Oil Surges Past $100 as Iran War Cripples Middle East Energy Supply
Crude oil topped $100 a barrel as the Iran war enters its second week, with strikes on oil facilities and a near-shutdown of Strait of Hormuz tanker traffic.

Crude oil prices surged past $100 a barrel Monday as the widening Iran war hammered energy infrastructure across the Middle East, with strikes on oil facilities in Tehran, Bahrain and Beirut sending markets into their most volatile session in years.
After trading resumed on the Chicago Mercantile Exchange, Brent crude was at $107.97 a barrel, up 16.5% from its Friday close of $92.69, while West Texas Intermediate rose 16.9% to about $106.22. The intraday swings were far more extreme: WTI surged 31.4% to a peak of $119.48 and Brent climbed as much as 29% to $119.50 before leveling off. The gains extended a punishing prior week in which U.S. crude had already jumped roughly 36% and Brent had risen 28%.
Brent crude had not crossed the $100 threshold since July 2022, when it briefly hit $104 a barrel.
The price shock reflects a near-total disruption of the world's most critical oil artery. Roughly 15 million barrels of crude, about 20% of global supply, normally transit the Strait of Hormuz every day, according to Rystad Energy. The threat of Iranian missile and drone attacks has all but stopped tanker traffic through the strait, squeezing exports from Saudi Arabia, Kuwait, Iraq, Qatar, Bahrain, the United Arab Emirates and Iran itself.
The damage is now physical as well as logistical. Iran struck Bahrain's Al Ma'ameer oil facility Monday, causing a fire and material damage. Bahrain's state-owned Bapco Energies subsequently declared force majeure, a legal step that allows a company to suspend contractual obligations under extraordinary circumstances. Kuwait Petroleum Corporation and QatarEnergy had made similar declarations the preceding week. Iraq, Kuwait and the UAE have cut oil production outright as storage tanks fill with crude that cannot be exported.
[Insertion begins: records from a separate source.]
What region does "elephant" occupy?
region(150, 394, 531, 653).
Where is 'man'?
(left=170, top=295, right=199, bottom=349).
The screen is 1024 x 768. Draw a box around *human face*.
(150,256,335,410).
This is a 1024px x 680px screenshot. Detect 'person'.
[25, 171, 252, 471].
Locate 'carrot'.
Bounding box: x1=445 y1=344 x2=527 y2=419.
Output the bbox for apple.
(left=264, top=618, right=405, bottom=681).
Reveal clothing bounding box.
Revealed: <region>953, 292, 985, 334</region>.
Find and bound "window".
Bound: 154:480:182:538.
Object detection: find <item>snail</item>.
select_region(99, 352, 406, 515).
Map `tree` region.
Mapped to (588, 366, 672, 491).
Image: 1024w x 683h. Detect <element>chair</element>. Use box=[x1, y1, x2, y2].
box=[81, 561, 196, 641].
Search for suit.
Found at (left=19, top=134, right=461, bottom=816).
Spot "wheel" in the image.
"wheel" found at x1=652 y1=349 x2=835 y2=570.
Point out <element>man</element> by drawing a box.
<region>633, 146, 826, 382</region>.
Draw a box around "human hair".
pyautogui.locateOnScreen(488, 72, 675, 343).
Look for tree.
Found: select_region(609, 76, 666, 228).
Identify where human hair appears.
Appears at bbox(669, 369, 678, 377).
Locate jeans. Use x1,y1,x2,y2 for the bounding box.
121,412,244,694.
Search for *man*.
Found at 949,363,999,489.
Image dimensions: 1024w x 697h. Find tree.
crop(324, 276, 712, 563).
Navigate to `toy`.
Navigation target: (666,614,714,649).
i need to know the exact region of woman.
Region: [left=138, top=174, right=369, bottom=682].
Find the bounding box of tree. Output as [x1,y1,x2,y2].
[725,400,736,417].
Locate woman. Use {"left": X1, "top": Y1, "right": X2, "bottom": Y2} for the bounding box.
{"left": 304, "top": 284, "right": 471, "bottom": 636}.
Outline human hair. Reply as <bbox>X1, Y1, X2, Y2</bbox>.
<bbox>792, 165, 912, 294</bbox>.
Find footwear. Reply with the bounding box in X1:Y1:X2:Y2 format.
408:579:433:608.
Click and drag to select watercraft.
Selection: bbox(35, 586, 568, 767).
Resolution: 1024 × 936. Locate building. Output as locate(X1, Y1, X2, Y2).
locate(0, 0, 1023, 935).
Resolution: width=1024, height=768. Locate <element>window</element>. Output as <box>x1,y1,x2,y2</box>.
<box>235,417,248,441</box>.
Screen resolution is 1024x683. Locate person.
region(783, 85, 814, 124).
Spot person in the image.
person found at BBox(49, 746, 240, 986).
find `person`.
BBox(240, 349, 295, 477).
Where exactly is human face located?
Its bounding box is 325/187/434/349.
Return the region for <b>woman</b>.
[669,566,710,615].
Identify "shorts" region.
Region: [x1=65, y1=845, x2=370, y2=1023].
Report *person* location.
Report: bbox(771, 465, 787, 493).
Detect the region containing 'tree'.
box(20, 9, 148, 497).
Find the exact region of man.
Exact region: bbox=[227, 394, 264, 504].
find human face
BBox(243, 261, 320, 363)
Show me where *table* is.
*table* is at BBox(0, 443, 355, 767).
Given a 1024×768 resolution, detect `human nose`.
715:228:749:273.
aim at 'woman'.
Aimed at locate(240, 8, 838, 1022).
A thick plume of smoke rose Sunday from an oil storage facility in Tehran hit by a U.S.-Israeli strike late Saturday, according to an Associated Press photograph taken March 8. Israeli forces also launched airstrikes on Beirut's southern suburbs Monday, with one strike hitting a building belonging to al-Qard al-Hassan, a Hezbollah-linked financial institution sanctioned by Washington. The Lebanese Health Ministry reports 394 people have been killed since fighting between Israel and Hezbollah escalated last week.

Iran exports roughly 1.6 million barrels a day, mostly to China. A sustained disruption to those flows will force buyers to compete for alternative supplies, adding further upward pressure to already strained markets.
The energy shock is radiating through broader financial markets. U.S. stock index futures fell late Sunday, with S&P 500 futures down 1.6%, Dow futures down 1.8% and Nasdaq futures down 1.5%. Natural gas rose 4.6% to about $3.33 per 1,000 cubic feet, extending an 11% gain from the prior week.
President Trump, asked about the price surge, called it "a very small price to pay," according to the Times of India.
The United States and other governments have pledged to release strategic petroleum reserves to dampen the rally, but prices climbed regardless. With the Strait of Hormuz effectively closed to commercial tanker traffic and major Gulf producers declaring force majeure across the region, the market is pricing in the possibility that supply disruptions could deepen before any diplomatic resolution takes hold.